10 Van Schaik 2015: 11. 11 The Dunwu dacheng zhengli jue 顿悟大乘正理決 ascribes to Moheyan a list of five or six masters, three out of which, Xiangmo 降魔, Xiaofu 小福 and Dafu 大福 respectively, are certainly followers of Shenxiu (Rao 1979: 357). 12 Van Schaik 2015: 12. 13 See Broughton 1983: 5–10; and van Schaik 2015: 13–4. 14 Van Schaik 2015: 16. The Wholesome Streams 597 together with quite a few other teachers identified with the Chan master, did have their teachings and sayings left in the Dunhuang Tibetan corpus. However, the majority of the texts which bear the subject were not necessarily intended to simply record these masters’ thoughts, but were used as source material for a larger ritual scheme. The texts functioned to instil the Chan ethos of non-conceptuality in participants of the ceremony represented by the compendium of which those Chan masters’ sayings were part. 15 Those Chan teachings, grouped together regardless of factious attribution, are generally characteristic of “presentations of what is apparently a negation as a positive aspect of Buddhist practice and realization.”16 The teachings found in the works attributed to Moheyan17 shows a tendency to reconcile the practice of ‘observing the mind’ (Chin. kanxin 看心; Tib. sems la bltas)—which has been taught by Shenxiu as well—with the antipractice rhetoric of sudden awakening firmly held by Shenhui.

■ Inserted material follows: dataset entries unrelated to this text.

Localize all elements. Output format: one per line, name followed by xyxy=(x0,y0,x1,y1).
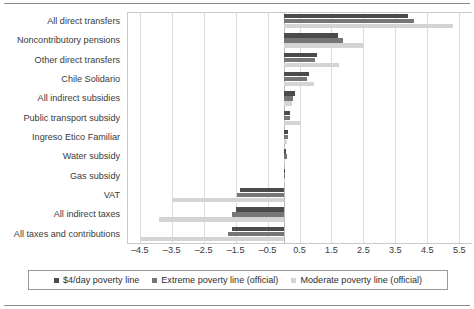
bar xyxy=(284,33,338,37)
legend-label: Extreme poverty line (official) xyxy=(161,275,278,285)
bar-group xyxy=(127,167,472,186)
y-axis-category-labels: All direct transfersNoncontributory pens… xyxy=(0,12,124,244)
y-axis-label-8: Gas subsidy xyxy=(70,167,120,186)
bar xyxy=(284,154,287,158)
y-axis-label-9: VAT xyxy=(104,186,120,205)
legend-swatch-icon xyxy=(54,278,59,283)
x-axis-tick-8: 3.5 xyxy=(389,245,402,255)
bar-group xyxy=(127,89,472,108)
bar xyxy=(284,38,343,42)
x-axis-tick-7: 2.5 xyxy=(357,245,370,255)
bar xyxy=(284,140,288,144)
bar xyxy=(284,179,285,183)
bar-group xyxy=(127,70,472,89)
x-axis-tick-2: –2.5 xyxy=(195,245,213,255)
bar xyxy=(284,130,289,134)
bar-group xyxy=(127,225,472,244)
bar-group xyxy=(127,31,472,50)
y-axis-label-10: All indirect taxes xyxy=(54,205,120,224)
bar xyxy=(236,207,284,211)
y-axis-label-1: Noncontributory pensions xyxy=(17,31,120,50)
x-axis-tick-6: 1.5 xyxy=(325,245,338,255)
bar xyxy=(237,193,283,197)
y-axis-label-4: All indirect subsidies xyxy=(38,89,120,108)
y-axis-label-7: Water subsidy xyxy=(63,147,120,166)
bar xyxy=(284,24,453,28)
figure-bottom-rule xyxy=(4,305,470,306)
chart-legend: $4/day poverty lineExtreme poverty line … xyxy=(28,270,448,290)
bar xyxy=(172,198,284,202)
bar-group xyxy=(127,12,472,31)
legend-item-0[interactable]: $4/day poverty line xyxy=(54,275,139,285)
figure-chart-incidence-by-poverty-line: All direct transfersNoncontributory pens… xyxy=(0,0,474,309)
bar xyxy=(284,77,308,81)
bar xyxy=(284,63,340,67)
bar-group xyxy=(127,109,472,128)
bar xyxy=(232,227,283,231)
bar xyxy=(284,159,286,163)
bar xyxy=(284,149,286,153)
y-axis-label-6: Ingreso Etico Familiar xyxy=(32,128,120,147)
x-axis-tick-1: –3.5 xyxy=(163,245,181,255)
bar xyxy=(284,101,292,105)
y-axis-label-2: Other direct transfers xyxy=(35,51,120,70)
bar xyxy=(284,121,302,125)
legend-item-2[interactable]: Moderate poverty line (official) xyxy=(291,275,422,285)
x-axis-tick-10: 5.5 xyxy=(453,245,466,255)
legend-swatch-icon xyxy=(152,278,157,283)
legend-swatch-icon xyxy=(291,278,296,283)
x-axis-tick-4: –0.5 xyxy=(259,245,277,255)
bar xyxy=(141,237,283,241)
x-axis-tick-3: –1.5 xyxy=(227,245,245,255)
bar-group xyxy=(127,147,472,166)
x-axis-tick-0: –4.5 xyxy=(131,245,149,255)
figure-top-rule xyxy=(4,3,470,4)
bar xyxy=(284,116,290,120)
y-axis-label-0: All direct transfers xyxy=(47,12,120,31)
bar xyxy=(159,217,284,221)
bar xyxy=(284,96,294,100)
legend-item-1[interactable]: Extreme poverty line (official) xyxy=(152,275,278,285)
legend-label: $4/day poverty line xyxy=(63,275,139,285)
y-axis-label-3: Chile Solidario xyxy=(61,70,120,89)
y-axis-label-5: Public transport subsidy xyxy=(23,109,120,128)
bar-group xyxy=(127,128,472,147)
bar xyxy=(284,111,290,115)
bar xyxy=(284,43,364,47)
plot-area xyxy=(127,12,472,244)
bar xyxy=(284,174,285,178)
bar xyxy=(284,14,409,18)
bar xyxy=(284,135,289,139)
x-axis-tick-labels: –4.5–3.5–2.5–1.5–0.50.51.52.53.54.55.5 xyxy=(127,245,472,259)
bar xyxy=(284,91,295,95)
bar xyxy=(284,53,318,57)
bar xyxy=(284,169,285,173)
y-axis-label-11: All taxes and contributions xyxy=(14,225,120,244)
bar xyxy=(284,19,415,23)
bar xyxy=(284,82,314,86)
bar-group xyxy=(127,51,472,70)
bar xyxy=(284,72,310,76)
bar xyxy=(228,232,284,236)
x-axis-tick-5: 0.5 xyxy=(293,245,306,255)
bar xyxy=(284,58,316,62)
bar xyxy=(240,188,283,192)
bar xyxy=(232,212,283,216)
bar-group xyxy=(127,205,472,224)
bar-group xyxy=(127,186,472,205)
legend-label: Moderate poverty line (official) xyxy=(300,275,422,285)
x-axis-tick-9: 4.5 xyxy=(421,245,434,255)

According to Moheyan’s thesis, the conceptual mind as the fundamental cause of saṃsāra should be brought to cessation through the meditative technique of observing the mind, the instruction of which contains repeated negations of mental engagement. However, instead of calling for an absolute suppression—which he himself actually deemed as inferior and incorrect—Moheyan attempted to achieve a certain form of meditative experience free from conceptuality, which he defined as the simultaneist approach (cig car ’jug pa).18 Furthermore, his works show a positive attitude toward the perfections cultivation. Though it is only by subsuming all the six or ten perfections under one single method of dhyāna that one is guided through the simultaneist path,

15 Sam van Schaik regards the collection of Chan master’s teachings found in PT 116 as “performative utterances” characterised by “repetition and redundancy” (ibid.: 43–4). 16 Ibid.: 45–6. 17 Gómez has extracted five works ascribed to Moheyan out of the Dunhuang Tibetan corpus: 1) parallel to the Dunwu dacheng zhenglijue 顿悟大乘正理决; 2) the bSam gtan cig car ’jug pa’i sgo; 3) the bSam gtan gyi snying po; 4) the Myi rtog pa’i gzhung; 5) the bSam gtan myi rtog pa’i nang du pha rol tu phyin pa drug dang bcu ’dus pa bshad pa’i mdo. (Gómez 1983: 86–7). Sam van Schaik has revised this list by pointing out that the inclusion of the third one was due to the confusion caused by the scribal error (van Schaik 2015: 139). For the English translation of those works, see Gómez 1983: 107–32; and van Schaik 2015: 121–9, 141–6. However, an alternative list of works attributed to Hwa shang occurs in the later indigenous Tibetan literature, the earliest available of which might be Sa skya Paṇḍita’s work. For instance, the Thub pa dgongs gsal (48b5–6) groups five śāstras, namely the bSam gtan nyal ba’i khor lo, the bSam gtan gyi lon, the Yang lon, the lTa ba’i rgyab sha and the mDo sde brgyad cu khungs, under the category of dkar po chig thub. 18 ITJ 468: 1a–2b. For its English translation, see Gómez 1983: 107–9; and van Schaik 2015: 141–2. 598 Revue d’Etudes Tibétaines his schema does leave some room for the gradualist perfections cultivation.19 At this point, we can see a difference to the later Tibetan impression of Hwa shang Mahāyāna.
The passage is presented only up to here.